I am not a morning person. I never have been. I'm especially this way when I'm faced with a morning person. When I woke up at 10am, Chris had already been awake for awhile – he said he’d gotten up about 8:30, and was feeling “surprisingly good.” That made one of us.

We just planned to take things very slowly, taking the U-Bahn to the Potsdamer Platz and planning to hop on and off the trains all day long rather than walk. We walked to the nearby train stop and were surprised to find a completely empty station – there wasn’t a soul waiting for a train on either side of the tracks. We briefly questioned whether the trains were even running, but then saw a countdown clock to the next train and figured we were okay. We bought two all-day tickets and got on the next train.

Potsdamer Platz had been taken over by a children’s fair, so we didn’t linger. We walked toward the Reichstag (Germany’s capitol building), noticing along the way that there was an odd double-row of bricks running along the pavement. I say “odd” because it didn’t follow a straight, reasonable line. It didn’t take long to realize that it was marking out the footprint of the former Berlin Wall. It’s so strange to think of this wall haphazardly placed down the center of streets, through the center of buildings. But more on the wall later. En route to the Reichstag we came upon the rather new Holocaust Memorial about which I’d seen a program on Frontline earlier in the year. There was some controversy about its design, as well as the creation of a memorial in the first place. I don’t think any other country has erected a memorial to a genocide its government had a hand in – there’s certainly no memorial to dead slaves or Native Americans in Washington DC – and this one is within sight of the Reichstag.


The double-brick line that runs through the city, showing the footprint of the wall.

The memorial itself is quite large – a huge field of large concrete blocks of varying heights placed at perfect intervals. From the corner we first approached, it looks like only the height of the blocks varies, but when you begin to wander into the memorial you quickly notice that the floor itself drops away in places, meaning that people disappear completely as they walk toward the center. In addition to the field of blocks, there is also an underground portion that I think is an interpretive and informative center – the line was too long, so we didn’t go downstairs. We learned later that some of the motivations behind the design of the memorial included making the distance between the blocks small enough that it’s not possible to walk side-by-side, only alone; and that each block is of a different height to represent the individual stories of the people who died in the Holocaust. Whatever the motivations, the field reminded both Chris and I of the cemetery in Prague – particularly the unevenness of it.
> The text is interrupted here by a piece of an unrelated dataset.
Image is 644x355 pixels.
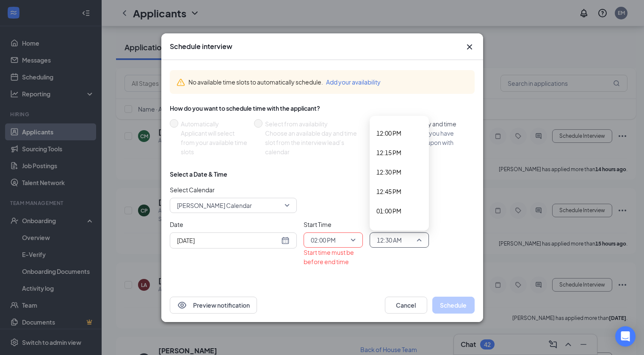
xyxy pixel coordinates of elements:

Many views of the Holocaust Memorial in Berlin.

After our stroll through the memorial, we continued on to the Reichstag, pausing briefly to look at the backside of the Brandenburg Gate (the Berlin Wall butted right up against it on the West side, making it an ironic gate to nowhere from the East). The streets all around the Reichstag were blocked off because of the election and there were countless television satellite trucks lining the surrounding roads. The Reichstag has an expansive lawn out in front of it which we think was the setting for more than a few political rallies over the past few weeks. Sunday, however, was election day – and there were only a few television crews set up on the green by that point of the morning. There was a line for tours going into the building itself (apparently the glass dome has some fabulous views of the city), and you’d never have known it was a special day if not for the blocked-off streets and the press.
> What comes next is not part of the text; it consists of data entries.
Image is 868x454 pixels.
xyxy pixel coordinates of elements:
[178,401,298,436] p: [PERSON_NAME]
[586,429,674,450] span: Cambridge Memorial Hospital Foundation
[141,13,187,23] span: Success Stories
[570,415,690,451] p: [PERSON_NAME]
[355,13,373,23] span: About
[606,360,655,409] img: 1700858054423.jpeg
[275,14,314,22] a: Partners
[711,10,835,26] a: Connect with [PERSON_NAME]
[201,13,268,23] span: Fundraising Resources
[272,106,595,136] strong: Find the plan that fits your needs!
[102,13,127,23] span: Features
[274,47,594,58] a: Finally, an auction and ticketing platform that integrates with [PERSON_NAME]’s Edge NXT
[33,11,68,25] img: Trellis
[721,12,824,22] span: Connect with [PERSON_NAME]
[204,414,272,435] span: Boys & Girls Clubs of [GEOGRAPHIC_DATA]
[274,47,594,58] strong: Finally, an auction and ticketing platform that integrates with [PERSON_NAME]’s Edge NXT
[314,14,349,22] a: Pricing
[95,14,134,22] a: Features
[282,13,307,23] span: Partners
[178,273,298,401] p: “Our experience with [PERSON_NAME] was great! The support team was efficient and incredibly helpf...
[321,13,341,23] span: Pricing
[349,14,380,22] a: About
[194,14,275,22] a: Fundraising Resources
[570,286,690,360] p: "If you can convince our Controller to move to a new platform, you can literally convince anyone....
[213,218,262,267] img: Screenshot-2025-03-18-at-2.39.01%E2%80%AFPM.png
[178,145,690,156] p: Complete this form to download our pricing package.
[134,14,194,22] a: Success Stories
The backside of the Brandenburg Gate - this is the side that backed up to the wall. It's hard to see, but in the foreground in the middle of the street is the double-brick line showing where the wall was.
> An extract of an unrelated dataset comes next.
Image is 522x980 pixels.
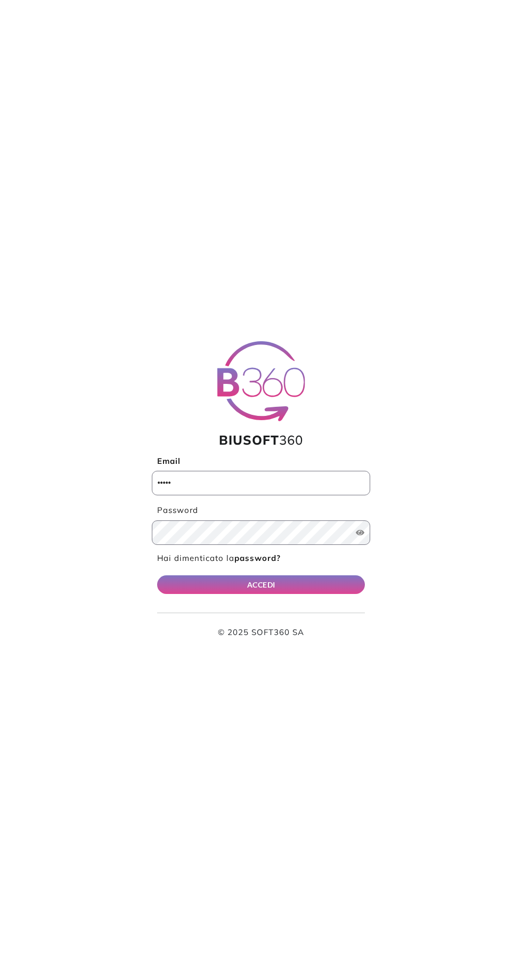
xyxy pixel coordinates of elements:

The Reichstag, and the satellite trucks camped out next to it.

A brief aside here as I recall the 1992 U.S. Presidential election. I was studying abroad in the U.K. at the time, and I (like most of my American classmates) had arranged for an absentee ballot and voted by mail. Many of the Americans stayed up late into election night watching the BBC coverage of the results. Because it was so late, our U.K. cohorts weren’t watching with us – but the next day the news was all over not only the international papers but the locals as well. It had never occurred to me that the rest of the world would care, frankly, who was the President of the United States – because I had not heard much about the leaders of other countries. It wasn’t until that election that I realized what an impact the leader of a powerful country can have on the people far beyond his or her borders.

Having said all of that, I can very nearly guarantee that Germany’s elections weren’t on American radar screens. All we’d been seeing on the news for the past couple of weeks was about Hurricane Katrina – even the trampling death of nearly 1,000 Iraqis had been relegated to CNN’s ticker. In Germany, however, the CNN we were getting was European – so the German elections were the top story. I’m still a little fuzzy about how the whole German government works, but after talking politics with our new friends in Munich and Berlin we had some interesting insights. The press analysts were all predicting that the conservative party would take the Chancellorship from the Social Democrats, thereby electing the country’s first woman Chancellor in Angela Merkel. But to a person, no one we talked to thought Merkel would actually win. They all thought her party would win a majority, but that the current Chancellor Gerhardt Schröder would retain his seat. It was noticeable only for the stark difference between what the news folks were saying and what the voters we talked to were saying. (And a week after the election, the results were so close that both Merkel and Schröder were claiming rights to the Chancellorship. It's reminiscent of the 2000 election in the U.S. - an unfortunate mess.)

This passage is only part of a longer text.